Boucher & Jones — Knowledge Base

Durable reference for BJ business, platform, and engagement context.

Concept: Beef finishing propane load profile

op-beef-finishing-propane-load-profile
operational-concept service-catalog
audiences: agriculture, fleet-commercial, internal-team
topics: fuel-delivery-ops, propane, dyed-diesel, ag-livestock
updated: 2026-05-14

Confidence: Estimated (volumes); Verified (fuel-mix structure, BFO operator profiles, OMAFRA fact sheets).

Operational reference for propane consumption on Ontario beef finishing operations. Beef finishing is the smallest livestock propane consumer per head among the four sectors — but the dominant fuel is dyed (coloured) farm diesel, and the cross-sell economics matter materially.

Heat uses

Limited to:

  • Office and shop space heat
  • Hot water for the wash bay
  • Freeze protection on water systems

Ontario beef finishing barns are overwhelmingly cold-deck, naturally-ventilated, open-front structures.
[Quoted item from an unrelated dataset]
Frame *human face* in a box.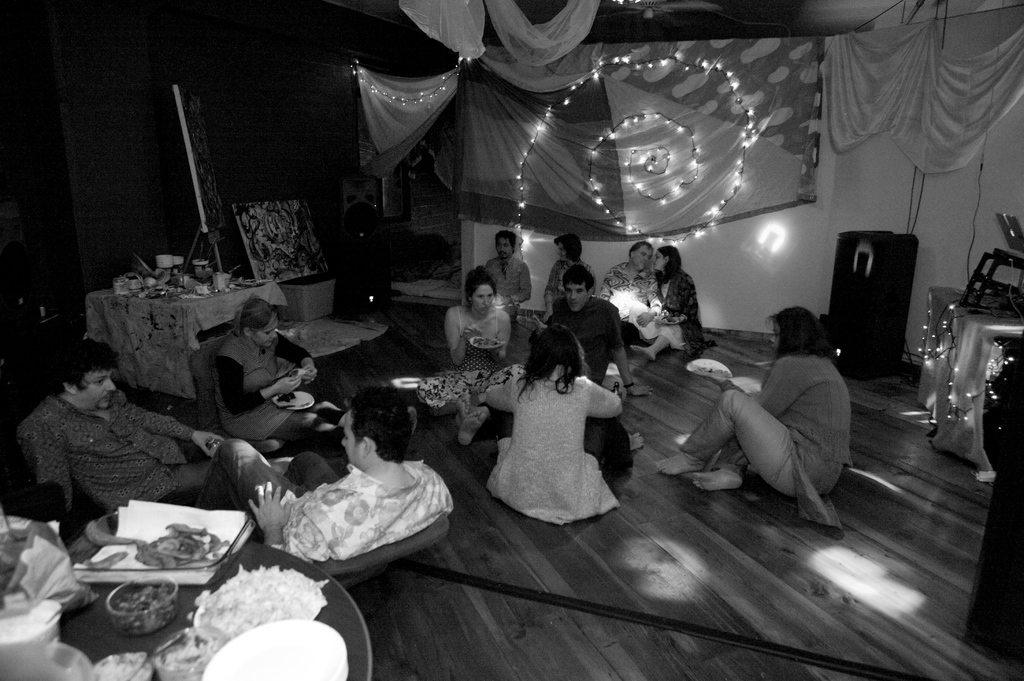
l=254, t=318, r=277, b=349.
Closed and heated finishing barns are the exception, not the rule.

Fuel mix — diesel dominates

The dominant fuel on a beef finishing operation is diesel, not propane:

  • TMR mixer wagons
  • Skid-steers
  • Feed trucks
  • Manure spreaders
  • Loader fleet

Typical 1,500-head finishing operation

  • Propane: 5,000–15,000 L/yr (office, shop, freeze protection only)
  • Dyed (coloured) diesel: 100,000+ L/yr

The propane account is small; the diesel relationship dictates which supplier makes operational sense for both. The cross-sell story for SW Ontario beef finishing is coloured diesel — bundle propane onto an existing diesel relationship rather than the other way around.

Geography

Finishing concentration in Bruce, Grey, Huron, Perth counties — see reference-ontario-beef-finishing-snapshot-2026 for the full sector profile.

Sources

Beef Farmers of Ontario (ontariobeef.com); BFO operator profiles; OMAFRA beef finishing fact sheets.